How much longer might British headlines exclaim, 'God save the Queen'?

The Telegraph, a United Kingdom center-right broadsheet, recently ran this headline: "Britain is no longer a Christian country and should stop acting as if it is, says judge."

It topped a story about the findings of a two-year study on the place of religion in official British life in today's multicultural milieu. The judge referred to is an ex-judge, who's also a baroness, who chaired the study conducted by the Commission on Religion and Belief in British Public Life, a non-government body.

Good piece of work, I thought the first time I read the head (an abbreviation cherished by newspaper copy editors in a universe fading, alas, into the far, far past). Then I read the story. And I concluded that, as with so many headlines that try to compress a complicated story line into a few words, it actually mislead.

Journalism truism: Headline writing is much more difficult than it looks.

OK, enough with the Journalism 101 stuff. Let's get to the meat of the story.

Yes, British churches have witnessed a steep decline in attendance. Nearly 60 percent of the British population still calls itself Christian, but only 25 percent say they are religious, according to a 2011 national census report.

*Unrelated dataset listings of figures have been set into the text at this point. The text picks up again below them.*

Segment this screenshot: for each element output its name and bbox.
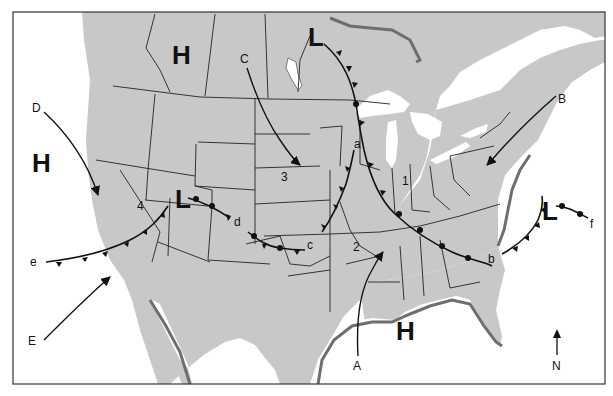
region-label-3: 3 — [281, 170, 288, 184]
region-label-4: 4 — [137, 199, 144, 213]
region-label-1: 1 — [402, 174, 409, 188]
high-pressure-pacific: H — [32, 148, 51, 178]
high-pressure-canada: H — [172, 40, 191, 70]
weather-map: N H H H L L L a b c d e f A B C D E 1 2 … — [0, 0, 613, 396]
arrow-label-A: A — [353, 359, 361, 373]
arrow-label-E: E — [28, 334, 36, 348]
front-dot — [396, 211, 402, 217]
arrow-E — [44, 277, 110, 340]
region-label-2: 2 — [353, 240, 360, 254]
front-label-a: a — [354, 137, 361, 151]
low-pressure-utah: L — [175, 184, 191, 214]
high-pressure-gulf: H — [396, 316, 415, 346]
front-dot — [465, 255, 471, 261]
cold-front-triangle — [102, 251, 108, 257]
low-pressure-manitoba: L — [308, 22, 324, 52]
arrow-label-D: D — [32, 101, 41, 115]
front-label-f: f — [590, 217, 594, 231]
front-label-c: c — [307, 238, 313, 252]
front-dot — [417, 227, 423, 233]
cold-front-triangle — [82, 257, 88, 262]
front-label-e: e — [30, 255, 37, 269]
front-dot — [439, 243, 445, 249]
warm-front-semicircle — [559, 203, 565, 209]
warm-front-semicircle — [577, 211, 583, 217]
arrow-label-C: C — [240, 52, 249, 66]
low-pressure-atlantic: L — [542, 196, 558, 226]
warm-front-semicircle — [277, 245, 283, 251]
north-arrow-icon — [553, 329, 561, 338]
front-label-d: d — [234, 215, 241, 229]
compass-label: N — [552, 359, 561, 373]
cold-front-triangle — [56, 262, 62, 267]
front-label-b: b — [488, 252, 495, 266]
warm-front-semicircle — [193, 196, 199, 202]
compass: N — [552, 329, 561, 373]
front-dot — [353, 101, 359, 107]
warm-front-semicircle — [209, 203, 215, 209]
warm-front-semicircle — [251, 233, 257, 239]
arrow-label-B: B — [558, 92, 566, 106]
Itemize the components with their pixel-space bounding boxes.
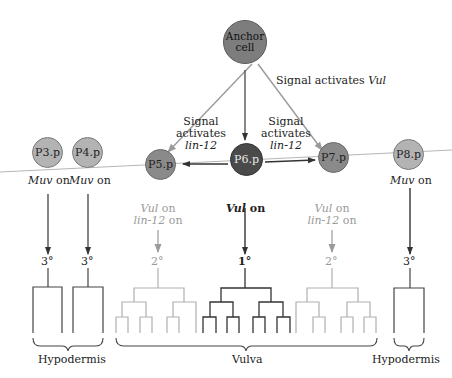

Church of England attendance decline has been particularly steep. Sunday attendance was reported in 2012 to be about half of what it was 45 years earlier.

But where the aforementioned headline failed is in its conflating traditional Christian belief and practice with the more nebulous, and harder to measure -- but still critically important -- touchstone of cultural Christianity. Cultural Christianity may fall short in the minds of church officials and traditional believers, but it's still the ground of self-identity for the majority of Brits.